HTTP status codes every backend developer must know

2xx success codes, 4xx client errors, 5xx server errors, 201 vs 200, 400 vs 422, 401 vs 403, idempotency signals

HTTP status codes every backend developer must know

HTTP status codes

Status Codes Are Contracts

Returning 200 OK with an error message in the body is a lie. Status codes communicate machine-readable semantics. Clients, proxies, and monitoring tools all read them. Get them right.

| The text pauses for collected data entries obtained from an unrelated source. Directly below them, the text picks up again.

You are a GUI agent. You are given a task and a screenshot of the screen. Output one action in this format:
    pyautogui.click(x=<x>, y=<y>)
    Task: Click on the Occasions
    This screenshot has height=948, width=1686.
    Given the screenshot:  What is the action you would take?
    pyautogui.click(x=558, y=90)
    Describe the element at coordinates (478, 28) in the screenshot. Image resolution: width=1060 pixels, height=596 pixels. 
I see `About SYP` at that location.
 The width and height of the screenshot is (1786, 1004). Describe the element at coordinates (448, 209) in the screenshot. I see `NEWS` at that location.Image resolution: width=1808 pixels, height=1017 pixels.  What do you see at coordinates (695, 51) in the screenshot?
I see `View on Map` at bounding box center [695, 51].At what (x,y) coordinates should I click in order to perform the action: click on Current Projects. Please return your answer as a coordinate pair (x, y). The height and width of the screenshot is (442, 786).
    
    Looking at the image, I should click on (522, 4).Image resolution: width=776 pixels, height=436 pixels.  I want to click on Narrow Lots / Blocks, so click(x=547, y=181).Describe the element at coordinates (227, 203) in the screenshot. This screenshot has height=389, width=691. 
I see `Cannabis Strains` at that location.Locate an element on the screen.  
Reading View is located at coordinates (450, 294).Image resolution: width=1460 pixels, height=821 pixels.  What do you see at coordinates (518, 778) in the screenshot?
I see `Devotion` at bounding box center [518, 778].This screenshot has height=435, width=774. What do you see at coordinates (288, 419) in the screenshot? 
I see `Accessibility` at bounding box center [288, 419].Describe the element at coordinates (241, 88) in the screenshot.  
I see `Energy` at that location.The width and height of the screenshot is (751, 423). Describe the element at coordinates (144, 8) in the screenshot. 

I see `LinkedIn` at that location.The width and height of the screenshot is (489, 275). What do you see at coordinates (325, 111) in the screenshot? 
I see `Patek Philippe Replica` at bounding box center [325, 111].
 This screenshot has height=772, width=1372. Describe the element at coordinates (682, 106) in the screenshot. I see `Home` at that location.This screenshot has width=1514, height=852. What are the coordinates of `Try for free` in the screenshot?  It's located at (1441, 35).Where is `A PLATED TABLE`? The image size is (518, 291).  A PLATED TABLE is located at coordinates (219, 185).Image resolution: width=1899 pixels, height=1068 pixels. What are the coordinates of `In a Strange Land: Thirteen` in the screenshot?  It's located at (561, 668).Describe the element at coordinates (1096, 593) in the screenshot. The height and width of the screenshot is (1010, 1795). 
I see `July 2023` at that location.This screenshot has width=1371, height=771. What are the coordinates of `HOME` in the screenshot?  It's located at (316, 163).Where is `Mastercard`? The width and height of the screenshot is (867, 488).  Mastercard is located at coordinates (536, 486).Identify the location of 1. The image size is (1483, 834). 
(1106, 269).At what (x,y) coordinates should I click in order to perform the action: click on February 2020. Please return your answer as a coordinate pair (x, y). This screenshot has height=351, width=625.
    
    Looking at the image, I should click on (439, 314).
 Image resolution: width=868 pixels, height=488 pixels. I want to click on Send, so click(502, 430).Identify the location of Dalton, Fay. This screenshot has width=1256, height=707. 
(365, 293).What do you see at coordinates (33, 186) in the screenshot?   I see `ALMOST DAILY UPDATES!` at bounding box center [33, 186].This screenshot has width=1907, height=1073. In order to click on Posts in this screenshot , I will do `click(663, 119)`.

The Codes You Will Use Daily

2xx Success

  • 200 — generic success, used with GET and PUT
  • 201 — resource created, include Location header pointing to the new resource
  • 204 — success with no body, common for DELETE

4xx Client errors

  • 400 — malformed request syntax
  • 401 — unauthenticated, no or invalid token
  • 403 — authenticated but not authorized
  • 404 — resource not found
  • 409 — conflict, e.g. duplicate email
  • 422 — valid syntax but semantic validation failed
  • 429 — rate limit exceeded

5xx Server errors

  • 500 — unhandled server error
  • 503 — service unavailable, overload or maintenance

Common Mistakes

Using 400 for everything is lazy. Distinguish between a missing field (400), a field that fails business logic (422), and a duplicate resource (409). Clients need this precision to handle errors programmatically without parsing your error messages.